Golden Week visitor surge should have benefited retailers

Soaring numbers of Mainland Chinese tourists over Golden Week should have boosted retailers in the lower sectors of the market.

Thanks to the new ‘One Bridge-One Rail’ network seamlessly linking Hong Kong with the mainland, and a slightly extended Golden Week this year, arrival numbers were up by more than 59 per cent over last year, setting a record of almost 1 million.

Veronica Wang, partner at OC&C Strategy Consultants, said for most, shopping and sightseeing were their core missions. But more were checking in at trendy “Insta-worthy” places, a rapidly growing attraction for visitors, especially millennials and Gen Zers.

“This Golden Week has seen once non-touristy places such as Sai Wan public cargo working area and Pavilion of Harmony at CUHK become crowded with tourists,” she said.

“KOLs and social media in China play a huge role in creating this trend. Those places have been recommended as niche and unique by KOLs on Red, a popular social shopping platform from Mainland China, which attract younger generation tourists who are more under the influence of social media and eager to stand out from cliché photos at the Avenue of Stars or Victoria Peak.”

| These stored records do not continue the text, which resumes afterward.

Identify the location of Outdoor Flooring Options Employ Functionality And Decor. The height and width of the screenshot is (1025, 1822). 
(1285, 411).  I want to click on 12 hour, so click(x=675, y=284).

While overall visitor numbers from the mainland are up, many commentators have cautioned that the overall demographic is shifting to people from third-tier cities and below with less discretionary income than their counterparts in tier 1 and 2 cities. This means they are likely to spend less on luxury goods, gravitating more to categories such as cosmetics and food.

The latest retail spending figures for Hong Kong, covering March and before Golden Week, showed a negligible 0.2 per cent decline in retail sales year on year, and a 1.2 per cent decline for the first quarter. It will be another four weeks before official government figures show the effect of visitor arrivals on retail sales in April.